Cloud analysts often refer to the “big three” public cloud providers when referring to the big players in the cloud market. What many of us in the United States haven’t heard much about is Alibaba Cloud, a rapidly-growing public cloud provider with a strong International presence that is quickly approaching that of its chief rivals.
Alibaba Cloud is the public cloud service from Chinese e-commerce and Internet service powerhouse Alibaba Group. In many ways, down to the color and presence of a smile on the company logo, it resembles its American competitor, Amazon.
Alibaba Cloud originally launched in 2009, however, it wasn’t until 2015 that Alibaba invested serious resources to its growth, including a billion-dollar investment into Aliyun, Alibaba’s cloud computing division.
Gaining Ground on AWS, Azure, and Google Cloud
Alibaba Cloud has a strong foothold in the Chinese market, a place that Amazon, Microsoft, and Google are accelerating their efforts to capture. Worldwide, Alibaba Cloud ranked third among Iaas Public Cloud services in 2016 according to a report from Gartner.
Synergy Research Group listed Alibaba as the fifth-largest cloud provider in terms of market share in a category that included IaaS, PaaS, and hosted private cloud providers.
Alibaba Cloud reported a 104% growth year-over-year in its year-end financial report for 2017.
Simplicity as a Benefit
While the big three American cloud providers are packing new features into their services for virtually every market they can capture, Alibaba Cloud has maintained a comparatively simple product line.
Alibaba provides core IaaS services. This includes compute, storage, networking, and other essentials that companies look for in a cloud service. There is also support for container options like Docker and database management. It’s no slouch in the areas of features, but it doesn’t overwhelm customers with platform services the way AWS does.
This streamlined approach enables Alibaba to provide a cost-efficient service to businesses that run on a budget. Monthly subscriptions are an alternative to the typical pay-as-you-go strategy that services like AWS and Google Cloud offer. A recent cost analysis from CloudBerry Lab revealed a small advantage in terms of costs for service.
Looking to the Future
Alibaba is investing a lot in its growth. At the end of 2017, Alibaba opened its first data center in Malaysia in an effort to grow its reach in the APAC region.
Alibaba is currently conducting a pre-sale for cloud resources in its new Indonesian data center opening this year.
“We will provide more Chinese technologies for countries like Malaysia and Indonesia,” Xiaoming Hu, president of Alibaba Cloud Computing told reporters at a press conference. “There will be bigger things coming up.”
For companies interested in quantum computing services, Alibaba Cloud just opened public access to its new quantum platform. The new 11-qubit system enables cloud users to test quantum codes and access the results. By comparison, IBM offers a 20 qubit quantum system through its cloud services.
Alibaba may not have the biggest quantum cloud solution on the market, but it is leading the way in other areas of quantum computing. In a coordinated effort between Alibaba and the Chinese Academy of Sciences (CAS), the two entities created the first quantum computing laboratory in Asia, as well as collaborating on what Alibaba says is the first photon quantum computer in the world.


▸ **HOW TO COMPLETE THIS TASK**:
Gather every line from the entries below that includes "Normal".

-- DATA PROVIDED follows --

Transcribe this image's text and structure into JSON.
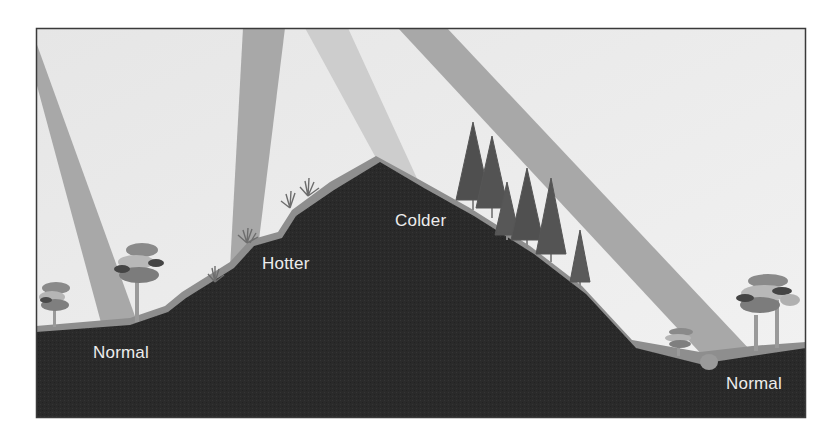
{
  "diagram": {
    "labels": {
      "normal_left": "Normal",
      "hotter": "Hotter",
      "colder": "Colder",
      "normal_right": "Normal"
    },
    "elements": {
      "sun_rays": 4,
      "regions": [
        "Normal (left lowland)",
        "Hotter (sun-facing slope)",
        "Colder (shaded slope)",
        "Normal (right valley)"
      ],
      "vegetation": [
        "deciduous trees (left)",
        "shrubs (hotter slope)",
        "conifer trees (colder slope)",
        "deciduous trees (right)"
      ]
    },
    "colors": {
      "sky": "#ebebeb",
      "ray": "#a9a9a9",
      "ground": "#2b2b2b",
      "surface": "#8f8f8f",
      "frame": "#3a3a3a",
      "label": "#ededed"
    }
  }
}
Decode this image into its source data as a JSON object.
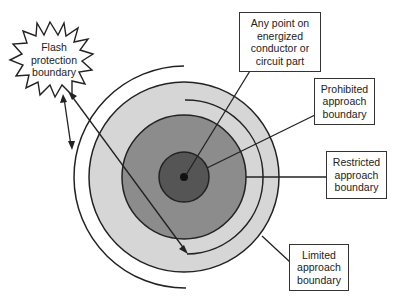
{
  "diagram": {
    "labels": {
      "flash": [
        "Flash",
        "protection",
        "boundary"
      ],
      "energized": [
        "Any point on",
        "energized",
        "conductor or",
        "circuit part"
      ],
      "prohibited": [
        "Prohibited",
        "approach",
        "boundary"
      ],
      "restricted": [
        "Restricted",
        "approach",
        "boundary"
      ],
      "limited": [
        "Limited",
        "approach",
        "boundary"
      ]
    },
    "colors": {
      "outer_zone": "#d6d6d6",
      "middle_zone": "#8c8c8c",
      "inner_zone": "#555555",
      "line": "#222222"
    }
  }
}
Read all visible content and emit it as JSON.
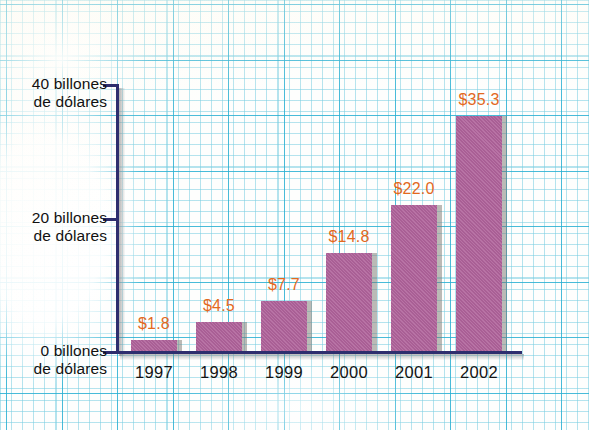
{
  "chart_data": {
    "type": "bar",
    "title": "",
    "subtitle": "",
    "xlabel": "",
    "ylabel": "billones de dólares",
    "categories": [
      "1997",
      "1998",
      "1999",
      "2000",
      "2001",
      "2002"
    ],
    "values": [
      1.8,
      4.5,
      7.7,
      14.8,
      22.0,
      35.3
    ],
    "value_labels": [
      "$1.8",
      "$4.5",
      "$7.7",
      "$14.8",
      "$22.0",
      "$35.3"
    ],
    "ylim": [
      0,
      40
    ],
    "yticks": [
      0,
      20,
      40
    ],
    "ytick_labels": [
      {
        "line1": "40 billones",
        "line2": "de dólares",
        "value": 40
      },
      {
        "line1": "20 billones",
        "line2": "de dólares",
        "value": 20
      },
      {
        "line1": "0 billones",
        "line2": "de dólares",
        "value": 0
      }
    ],
    "grid": true,
    "grid_style": "graph-paper",
    "legend": false,
    "legend_position": "none",
    "annotations": [],
    "colors": {
      "bar": "#b0639b",
      "bar_shadow": "#78766f",
      "value_label": "#e2691e",
      "axis": "#2e2e6e",
      "tick_label": "#141414",
      "grid_minor": "#78cde1",
      "grid_major": "#28afd2",
      "background": "#fefefd"
    }
  },
  "series": [
    {
      "category": "1997",
      "value": 1.8,
      "label": "$1.8"
    },
    {
      "category": "1998",
      "value": 4.5,
      "label": "$4.5"
    },
    {
      "category": "1999",
      "value": 7.7,
      "label": "$7.7"
    },
    {
      "category": "2000",
      "value": 14.8,
      "label": "$14.8"
    },
    {
      "category": "2001",
      "value": 22.0,
      "label": "$22.0"
    },
    {
      "category": "2002",
      "value": 35.3,
      "label": "$35.3"
    }
  ]
}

-- DATA PROVIDED concluded --

▸ **RESPONSE TO THE EXERCISE**:
      "normal_left": "Normal",
      "normal_right": "Normal"
        "Normal (left lowland)",
        "Normal (right valley)"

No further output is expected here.